BURUNDI
Hutu ex-rebels win legislative elections
BUJUMBURA — President Domitien Ndayizeye urged Burundians yesterday to “accept the will of the people” after his party lost legislative elections this week to the war-ravaged country’s main ex-rebel Hutu group.
As the former rebel Forces for the Defense of Democracy (FDD) prepared to form Burundi’s first post-transition government after 12 years of conflict, Mr. Ndayizeye congratulated the victors of Monday’s voting and called for their win to be respected.
“I ask all political actors to accept the will of the people,” he told reporters at a press conference shortly after state radio reported that the political wing of the FDD, the CNDD-FDD, won 59 of 100 seats in the National Assembly, which with the Senate will select a president for the country’s first post-transition government next month.
ZIMBABWE
Officials too busy to see AU envoy
HARARE — The government said yesterday that it was too busy to receive a special envoy dispatched by the African Union to investigate the continuing demolitions of shacks and other unauthorized housing.
Bahame Tom Nyanduga, the special rapporteur responsible for refugees, asylum seekers and internally displaced people in Africa, arrived in Harare a week ago for a brief fact-finding mission, but he was still waiting in his hotel room yesterday.
“Given the short notice [in] advising government on the visit by … an official from the African Union, it has not been possible to accommodate him in the current circumstances,” foreign affairs spokeswoman Pavelyn Musaka said.
“Government is more focused on and preoccupied with the U.N. fact-finding mission” led by Anna Kajumulo Tibaijuka, who has been in the southern African country since June 26 and ends her tour tomorrow.
SOUTH AFRICA
Police disperse housing protests
CAPE TOWN — Police fired rubber bullets yesterday to disperse about 300 protesters who blocked roads and burned tires in a township northeast of here, the latest in a series of riots over housing, a police spokesman said.
Three protesters were arrested and charged with inciting public violence, and two policemen and two civilians were injured in clashes at De Doorns township, about 85 miles from Cape Town, said police spokesman Randall Stoffels. A fourth person was arrested in a separate demonstration near the sprawling township of Khayelitsha.
The protesters carried banners in Khayelitsha that read, “No Land, No House, No Vote,” referring to a threat to boycott local government elections to be held before March. Demonstrators said they were angry at officials for lending a deaf ear to their demands for better housing.
Weekly notes …
The poorest countries where food is scarcest will find it increasingly difficult to feed themselves as global warming brings droughts and desertification, a specialist from the United Nations’ food agency said yesterday. “Climate change will have a tremendous impact on food security, especially in Africa and also in some parts of Asia and Latin America,” said Wulf Killmann, who chairs a working group on global warming at the Rome-based Food and Agriculture Organization. … Despite open bickering between Washington and Nairobi over terrorism, corruption and debt relief, Kenya hosted its first port call by a United States warship in six years yesterday. The guided missile destroyer USS Gonzalez steamed into Mombasa for a three-day visit, the first since 1999.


=== Exercise ===
Nothing but the lines from the one containing "Is house in this image? If so, where?" through the end of the entries should be set down, each exactly as written.

(Stored data entries)

::::

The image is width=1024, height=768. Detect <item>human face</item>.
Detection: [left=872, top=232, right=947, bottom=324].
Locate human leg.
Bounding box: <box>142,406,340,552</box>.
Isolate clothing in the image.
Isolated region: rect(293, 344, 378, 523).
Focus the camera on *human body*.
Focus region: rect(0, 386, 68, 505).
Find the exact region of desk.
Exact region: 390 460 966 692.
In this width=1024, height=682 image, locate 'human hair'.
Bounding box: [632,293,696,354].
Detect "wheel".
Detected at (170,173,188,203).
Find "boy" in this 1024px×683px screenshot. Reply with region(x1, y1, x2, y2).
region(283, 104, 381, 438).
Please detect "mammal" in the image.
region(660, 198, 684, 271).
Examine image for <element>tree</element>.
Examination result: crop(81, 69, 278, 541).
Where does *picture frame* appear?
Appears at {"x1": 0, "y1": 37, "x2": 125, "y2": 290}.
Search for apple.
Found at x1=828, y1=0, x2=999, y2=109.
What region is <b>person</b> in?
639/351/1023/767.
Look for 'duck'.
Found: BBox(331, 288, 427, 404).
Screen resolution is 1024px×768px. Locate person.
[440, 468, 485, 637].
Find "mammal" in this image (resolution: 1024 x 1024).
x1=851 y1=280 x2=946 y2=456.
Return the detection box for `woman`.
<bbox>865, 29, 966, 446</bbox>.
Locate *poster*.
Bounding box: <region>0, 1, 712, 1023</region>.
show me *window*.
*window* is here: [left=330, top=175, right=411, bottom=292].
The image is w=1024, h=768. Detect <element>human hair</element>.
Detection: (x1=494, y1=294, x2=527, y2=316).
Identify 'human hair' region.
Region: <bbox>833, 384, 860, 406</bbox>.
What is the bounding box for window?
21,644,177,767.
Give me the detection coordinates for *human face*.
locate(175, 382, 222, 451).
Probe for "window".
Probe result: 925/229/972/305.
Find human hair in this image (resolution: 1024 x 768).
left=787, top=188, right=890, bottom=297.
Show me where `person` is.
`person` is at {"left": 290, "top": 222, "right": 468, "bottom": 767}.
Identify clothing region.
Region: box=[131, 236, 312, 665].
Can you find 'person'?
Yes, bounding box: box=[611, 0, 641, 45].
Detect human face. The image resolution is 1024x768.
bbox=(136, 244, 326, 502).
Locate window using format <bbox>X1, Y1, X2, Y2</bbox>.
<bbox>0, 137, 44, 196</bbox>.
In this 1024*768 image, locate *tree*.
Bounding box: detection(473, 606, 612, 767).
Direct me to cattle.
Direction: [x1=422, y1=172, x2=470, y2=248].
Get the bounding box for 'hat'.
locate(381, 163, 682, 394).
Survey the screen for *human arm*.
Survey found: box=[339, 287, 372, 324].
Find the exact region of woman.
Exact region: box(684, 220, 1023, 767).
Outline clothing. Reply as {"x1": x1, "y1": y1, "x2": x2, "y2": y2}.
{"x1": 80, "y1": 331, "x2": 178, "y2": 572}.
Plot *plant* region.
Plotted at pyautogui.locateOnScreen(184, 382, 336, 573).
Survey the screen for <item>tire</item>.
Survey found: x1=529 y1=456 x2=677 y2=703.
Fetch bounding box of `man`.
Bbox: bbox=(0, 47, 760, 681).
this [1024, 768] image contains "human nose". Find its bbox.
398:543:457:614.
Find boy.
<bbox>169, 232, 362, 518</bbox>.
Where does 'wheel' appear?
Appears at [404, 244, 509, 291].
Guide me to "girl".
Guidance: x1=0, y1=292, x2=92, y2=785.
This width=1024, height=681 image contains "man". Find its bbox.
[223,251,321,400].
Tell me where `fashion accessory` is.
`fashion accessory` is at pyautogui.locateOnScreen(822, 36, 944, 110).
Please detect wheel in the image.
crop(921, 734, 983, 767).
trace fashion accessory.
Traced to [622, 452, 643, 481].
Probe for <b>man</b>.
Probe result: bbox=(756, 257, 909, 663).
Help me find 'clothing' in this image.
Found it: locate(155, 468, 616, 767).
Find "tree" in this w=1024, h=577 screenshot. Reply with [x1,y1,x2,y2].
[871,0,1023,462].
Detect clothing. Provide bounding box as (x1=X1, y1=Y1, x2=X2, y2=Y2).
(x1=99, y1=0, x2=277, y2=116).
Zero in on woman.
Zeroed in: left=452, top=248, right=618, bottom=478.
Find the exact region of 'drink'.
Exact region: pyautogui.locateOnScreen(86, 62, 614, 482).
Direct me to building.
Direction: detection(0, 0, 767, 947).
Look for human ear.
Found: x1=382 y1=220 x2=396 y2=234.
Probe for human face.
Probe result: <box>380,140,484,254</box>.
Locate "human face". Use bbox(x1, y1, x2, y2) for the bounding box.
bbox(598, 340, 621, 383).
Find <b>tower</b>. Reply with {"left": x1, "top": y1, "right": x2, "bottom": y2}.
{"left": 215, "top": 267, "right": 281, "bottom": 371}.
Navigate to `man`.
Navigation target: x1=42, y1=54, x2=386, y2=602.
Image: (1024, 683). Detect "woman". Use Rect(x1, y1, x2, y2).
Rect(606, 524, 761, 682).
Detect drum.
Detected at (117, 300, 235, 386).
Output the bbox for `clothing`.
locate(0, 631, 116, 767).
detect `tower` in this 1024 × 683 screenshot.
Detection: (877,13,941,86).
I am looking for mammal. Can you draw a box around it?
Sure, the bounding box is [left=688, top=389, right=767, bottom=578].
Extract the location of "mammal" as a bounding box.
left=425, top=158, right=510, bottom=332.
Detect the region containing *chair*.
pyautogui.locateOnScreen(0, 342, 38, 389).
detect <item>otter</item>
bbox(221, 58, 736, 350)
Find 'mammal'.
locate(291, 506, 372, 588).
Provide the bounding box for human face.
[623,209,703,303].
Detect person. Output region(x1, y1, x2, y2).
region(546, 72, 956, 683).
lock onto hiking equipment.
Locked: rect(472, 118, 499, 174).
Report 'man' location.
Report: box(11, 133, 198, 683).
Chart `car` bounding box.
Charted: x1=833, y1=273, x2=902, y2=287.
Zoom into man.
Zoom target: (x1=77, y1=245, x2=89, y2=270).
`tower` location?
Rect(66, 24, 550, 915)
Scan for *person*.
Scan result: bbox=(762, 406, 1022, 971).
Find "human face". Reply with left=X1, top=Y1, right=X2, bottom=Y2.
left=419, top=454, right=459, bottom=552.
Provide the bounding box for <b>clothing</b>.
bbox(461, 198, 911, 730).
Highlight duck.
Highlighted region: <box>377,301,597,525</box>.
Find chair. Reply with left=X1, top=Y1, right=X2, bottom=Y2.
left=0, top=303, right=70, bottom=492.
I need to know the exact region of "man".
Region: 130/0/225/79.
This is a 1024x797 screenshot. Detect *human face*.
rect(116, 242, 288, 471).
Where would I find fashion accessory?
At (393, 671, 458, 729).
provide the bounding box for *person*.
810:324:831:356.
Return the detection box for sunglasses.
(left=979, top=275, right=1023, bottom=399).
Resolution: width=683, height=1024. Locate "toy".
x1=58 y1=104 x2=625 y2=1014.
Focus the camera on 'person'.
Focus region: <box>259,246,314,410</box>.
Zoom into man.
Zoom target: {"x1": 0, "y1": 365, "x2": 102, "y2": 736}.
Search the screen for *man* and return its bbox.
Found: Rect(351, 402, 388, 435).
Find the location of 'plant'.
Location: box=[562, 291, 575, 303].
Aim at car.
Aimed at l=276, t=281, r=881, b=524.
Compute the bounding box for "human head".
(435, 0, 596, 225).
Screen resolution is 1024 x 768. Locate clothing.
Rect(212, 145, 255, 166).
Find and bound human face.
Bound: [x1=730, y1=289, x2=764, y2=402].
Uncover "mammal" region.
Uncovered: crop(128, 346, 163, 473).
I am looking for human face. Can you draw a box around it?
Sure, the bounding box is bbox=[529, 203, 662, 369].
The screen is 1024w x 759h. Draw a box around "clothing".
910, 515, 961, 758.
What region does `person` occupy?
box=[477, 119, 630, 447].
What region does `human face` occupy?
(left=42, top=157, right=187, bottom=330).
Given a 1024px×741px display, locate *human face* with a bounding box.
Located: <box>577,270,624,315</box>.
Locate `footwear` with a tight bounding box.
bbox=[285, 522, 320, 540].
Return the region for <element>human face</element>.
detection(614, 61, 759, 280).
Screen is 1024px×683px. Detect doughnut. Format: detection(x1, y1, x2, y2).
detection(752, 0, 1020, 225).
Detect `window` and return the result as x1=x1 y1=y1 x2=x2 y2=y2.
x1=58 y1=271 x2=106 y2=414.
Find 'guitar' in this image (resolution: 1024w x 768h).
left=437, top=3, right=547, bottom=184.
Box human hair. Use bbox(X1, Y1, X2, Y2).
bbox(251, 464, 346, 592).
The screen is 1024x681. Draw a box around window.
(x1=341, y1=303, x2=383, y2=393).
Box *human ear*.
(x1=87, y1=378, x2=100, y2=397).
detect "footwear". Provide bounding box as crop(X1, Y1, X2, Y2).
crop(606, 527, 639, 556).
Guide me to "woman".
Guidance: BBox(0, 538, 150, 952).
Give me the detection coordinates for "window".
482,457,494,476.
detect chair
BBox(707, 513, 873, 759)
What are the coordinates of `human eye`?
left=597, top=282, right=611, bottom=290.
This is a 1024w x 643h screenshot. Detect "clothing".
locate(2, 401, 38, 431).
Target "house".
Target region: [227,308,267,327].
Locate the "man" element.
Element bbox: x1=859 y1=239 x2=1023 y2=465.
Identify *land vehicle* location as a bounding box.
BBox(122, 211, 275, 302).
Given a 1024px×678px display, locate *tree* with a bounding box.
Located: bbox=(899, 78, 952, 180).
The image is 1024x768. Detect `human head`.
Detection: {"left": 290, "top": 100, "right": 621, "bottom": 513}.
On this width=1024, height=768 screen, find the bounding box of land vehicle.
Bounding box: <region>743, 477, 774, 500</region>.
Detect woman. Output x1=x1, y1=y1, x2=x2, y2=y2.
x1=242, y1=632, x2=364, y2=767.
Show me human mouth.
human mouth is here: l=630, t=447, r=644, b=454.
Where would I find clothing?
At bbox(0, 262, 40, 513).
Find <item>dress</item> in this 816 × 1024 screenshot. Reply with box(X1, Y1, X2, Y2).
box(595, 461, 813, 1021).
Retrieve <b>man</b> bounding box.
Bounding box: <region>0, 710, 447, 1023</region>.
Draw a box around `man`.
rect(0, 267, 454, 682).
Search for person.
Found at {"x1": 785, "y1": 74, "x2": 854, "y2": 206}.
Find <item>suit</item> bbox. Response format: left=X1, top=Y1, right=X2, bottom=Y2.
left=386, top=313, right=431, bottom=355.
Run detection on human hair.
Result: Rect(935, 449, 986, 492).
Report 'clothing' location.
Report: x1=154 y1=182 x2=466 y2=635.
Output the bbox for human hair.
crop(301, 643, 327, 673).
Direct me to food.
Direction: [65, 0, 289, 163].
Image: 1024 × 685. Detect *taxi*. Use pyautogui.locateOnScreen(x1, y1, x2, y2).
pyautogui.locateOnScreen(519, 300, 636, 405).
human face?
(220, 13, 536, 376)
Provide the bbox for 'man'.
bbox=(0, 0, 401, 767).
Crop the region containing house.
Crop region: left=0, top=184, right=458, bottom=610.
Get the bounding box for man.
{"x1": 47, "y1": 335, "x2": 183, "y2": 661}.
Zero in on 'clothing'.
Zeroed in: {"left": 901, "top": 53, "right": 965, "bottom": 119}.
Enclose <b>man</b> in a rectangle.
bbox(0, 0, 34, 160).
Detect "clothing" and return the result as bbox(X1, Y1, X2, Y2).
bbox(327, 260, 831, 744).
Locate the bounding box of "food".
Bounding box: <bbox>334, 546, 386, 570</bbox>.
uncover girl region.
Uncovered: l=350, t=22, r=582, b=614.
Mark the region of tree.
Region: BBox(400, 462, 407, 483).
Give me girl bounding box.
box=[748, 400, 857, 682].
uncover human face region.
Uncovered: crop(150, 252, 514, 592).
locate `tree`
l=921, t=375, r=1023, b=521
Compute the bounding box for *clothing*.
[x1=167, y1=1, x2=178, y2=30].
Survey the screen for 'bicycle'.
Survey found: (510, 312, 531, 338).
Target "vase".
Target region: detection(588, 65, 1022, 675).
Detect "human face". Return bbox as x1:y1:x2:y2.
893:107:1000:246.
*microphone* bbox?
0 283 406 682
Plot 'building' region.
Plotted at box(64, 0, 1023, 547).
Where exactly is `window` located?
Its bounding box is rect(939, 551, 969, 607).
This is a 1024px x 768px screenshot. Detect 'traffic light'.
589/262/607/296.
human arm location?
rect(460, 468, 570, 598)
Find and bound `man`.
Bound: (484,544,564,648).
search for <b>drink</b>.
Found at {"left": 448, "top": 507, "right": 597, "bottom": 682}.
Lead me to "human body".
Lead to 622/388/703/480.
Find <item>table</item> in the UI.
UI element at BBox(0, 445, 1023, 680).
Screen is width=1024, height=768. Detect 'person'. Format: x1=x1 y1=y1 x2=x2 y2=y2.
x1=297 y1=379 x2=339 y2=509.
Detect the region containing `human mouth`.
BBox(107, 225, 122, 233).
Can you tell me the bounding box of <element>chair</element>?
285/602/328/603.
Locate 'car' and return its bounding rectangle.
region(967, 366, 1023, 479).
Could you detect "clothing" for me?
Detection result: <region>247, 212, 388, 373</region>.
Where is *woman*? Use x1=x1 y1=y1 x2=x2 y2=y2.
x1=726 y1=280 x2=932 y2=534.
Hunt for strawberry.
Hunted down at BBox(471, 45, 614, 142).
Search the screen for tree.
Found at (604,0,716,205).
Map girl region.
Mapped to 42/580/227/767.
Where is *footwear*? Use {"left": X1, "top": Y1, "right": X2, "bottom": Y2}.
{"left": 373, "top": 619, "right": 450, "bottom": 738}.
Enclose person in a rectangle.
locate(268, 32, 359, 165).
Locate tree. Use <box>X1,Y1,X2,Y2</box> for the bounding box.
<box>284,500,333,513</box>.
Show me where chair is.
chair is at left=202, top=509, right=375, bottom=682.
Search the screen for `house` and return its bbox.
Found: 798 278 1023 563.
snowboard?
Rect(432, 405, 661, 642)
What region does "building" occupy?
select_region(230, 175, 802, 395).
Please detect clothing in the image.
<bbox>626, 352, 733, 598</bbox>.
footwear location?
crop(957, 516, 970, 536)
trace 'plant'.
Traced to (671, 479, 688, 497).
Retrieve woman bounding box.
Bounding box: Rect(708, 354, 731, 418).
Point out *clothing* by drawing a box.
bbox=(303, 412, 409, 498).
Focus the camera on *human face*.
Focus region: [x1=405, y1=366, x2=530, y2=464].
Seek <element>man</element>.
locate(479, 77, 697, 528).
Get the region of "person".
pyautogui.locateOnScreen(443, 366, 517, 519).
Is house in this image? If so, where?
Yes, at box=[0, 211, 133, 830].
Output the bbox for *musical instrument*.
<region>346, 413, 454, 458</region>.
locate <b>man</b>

::::

=== Response ===
Is house in this image? If so, where?
Yes, at box=[0, 211, 133, 830].
Output the bbox for *musical instrument*.
<region>346, 413, 454, 458</region>.
locate <b>man</b>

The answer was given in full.